Modern electronic devices use the temperature of condensation (called the dew point), or they sense changes in electrical capacitance or resistance.
Later, in the year 1783, Swiss physicist and geologist Horace Bénédict de Saussure invented a hygrometer that uses a stretched human hair as its sensor.
Crude hygrometers were devised and developed during the Shang dynasty in Ancient China to study weather.
As a result of the heat of sublimation, the wet-bulb temperature will eventually be lower than the dry bulb, although this may take many minutes of continued use of the psychrometer.
Relative humidity can also be determined by locating the intersection of the wet and dry-bulb temperatures on a psychrometric chart.
A sling psychrometer, which uses thermometers attached to a handle is manually spun in free air flow until both temperatures stabilize.
This is due to their fundamental first-principle nature that refers to the core of condensation physics and measures temperature, which is one of the base quantities of the International System of Quantities (length, time, amount of substance, electric current, temperature, luminous intensity, mass).
Capacitive hygrometers measure the effect of humidity on the dielectric constant of a polymer or a metal oxide.
[8][9] This is considered the most accurate primary method of measuring absolute humidity[citation needed], and national standards based on it have been developed in US, UK, EU and Japan.
They are also used in the care of wooden musical instruments such as pianos, guitars, violins, and harps which can be damaged by improper humidity conditions.
Hygrometers play a big part in firefighting as the lower the relative humidity, the more vigorously fuels may burn.
According to the WMO Guide, "The achievable accuracies [for humidity determination] listed in the table refer to good quality instruments that are well operated and maintained.
Hygrometers must be calibrated in air, which is a much less effective heat transfer medium than is water, and many types are subject to drift[12] so need regular recalibration.
In a cold and humid environment, sublimation of ice may occur on the sensor head, whether it is a hair, dew cell, mirror, capacitance sensing element, or dry-bulb thermometer of an aspiration psychrometer.
However, a conventional hygrometer is unable to measure properly under the frost point, and the only way to go around this fundamental problem is to use a heated humidity probe.
The thermometers must be protected from radiant heat and must have a sufficiently high flow of air over the wet bulb for the most accurate results.
"[16] It is very challenging, particularly at low relative humidity, to obtain the maximal theoretical depression of the wet-bulb temperature; an Australian study in the late 1990s found that liquid-in-glass wet-bulb thermometers were warmer than theory predicted even when considerable precautions were taken;[17] these could lead to RH value readings that are 2 to 5 percent points too high.
This property may be exploited to the advantage of the psychrometer by avoiding the need to maintain an ice bulb under freezing conditions.".
[18][19] Since the humidity of the ambient air is calculated indirectly from three temperature measurements, in such a device accurate thermometer calibration is even more important than for a two-bulb configuration.
Slushy mixtures of certain pure salts and distilled water have the property that they maintain an approximately constant humidity in a closed container.
Salt solutions will vary somewhat in humidity with temperature and they can take relatively long times to come to equilibrium, but their ease of use compensates somewhat for these disadvantages in low precision applications, such as checking mechanical and electronic hygrometers.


• TASK DESCRIPTION: For every record beneath this instruction, give an exact repetition, omitting images.

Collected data
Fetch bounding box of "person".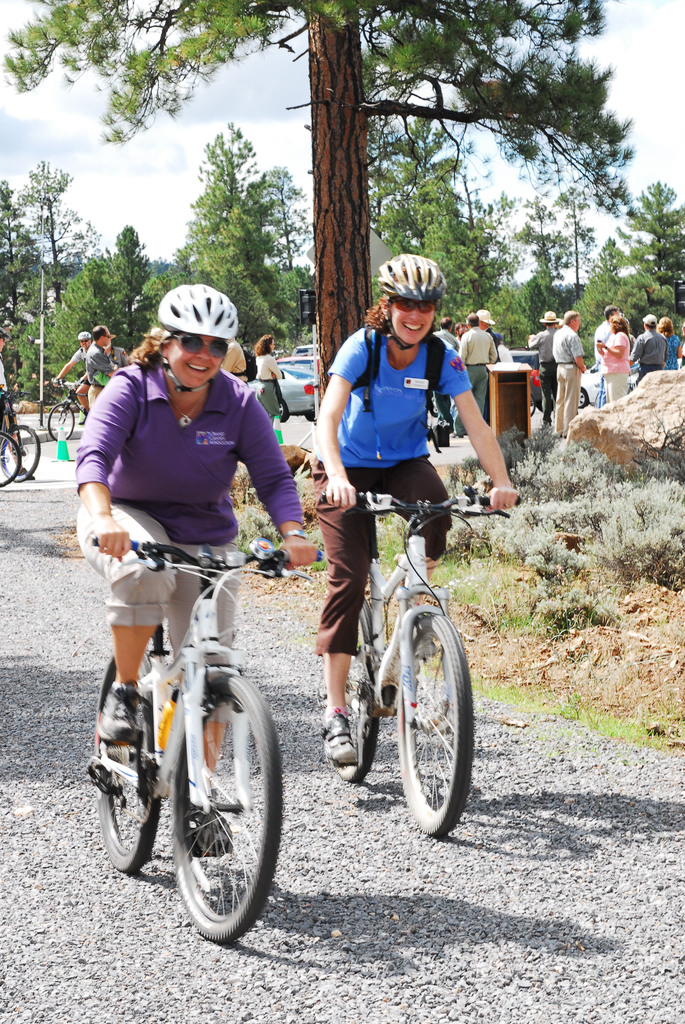
Bbox: crop(75, 282, 316, 860).
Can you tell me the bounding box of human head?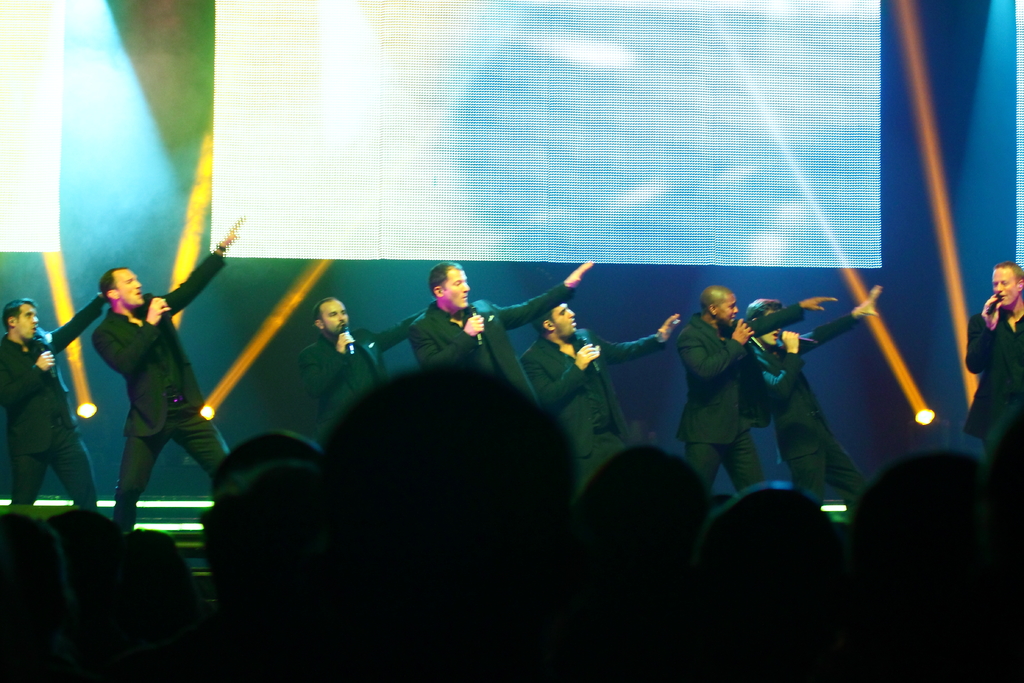
{"x1": 312, "y1": 299, "x2": 350, "y2": 337}.
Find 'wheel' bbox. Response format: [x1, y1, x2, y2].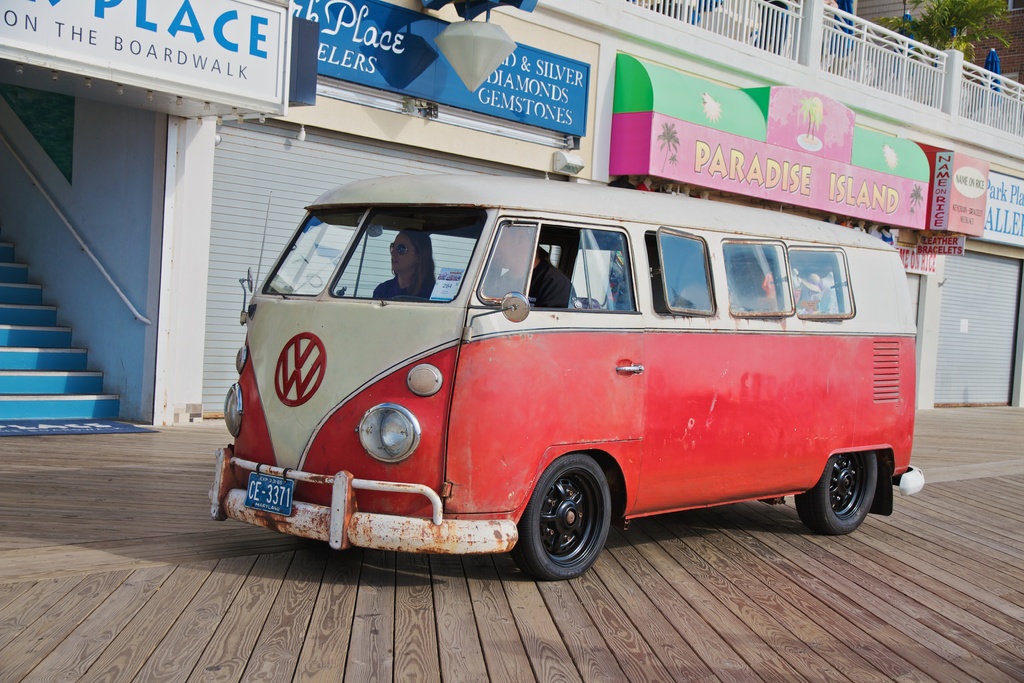
[796, 449, 877, 534].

• EXERCISE RESULT:
Fetch bounding box of "person".
Bbox: crop(75, 282, 316, 860).
Can you tell me the bounding box of human head?
{"x1": 312, "y1": 299, "x2": 350, "y2": 337}.
Find 'wheel' bbox. Response format: [x1, y1, x2, y2].
[796, 449, 877, 534].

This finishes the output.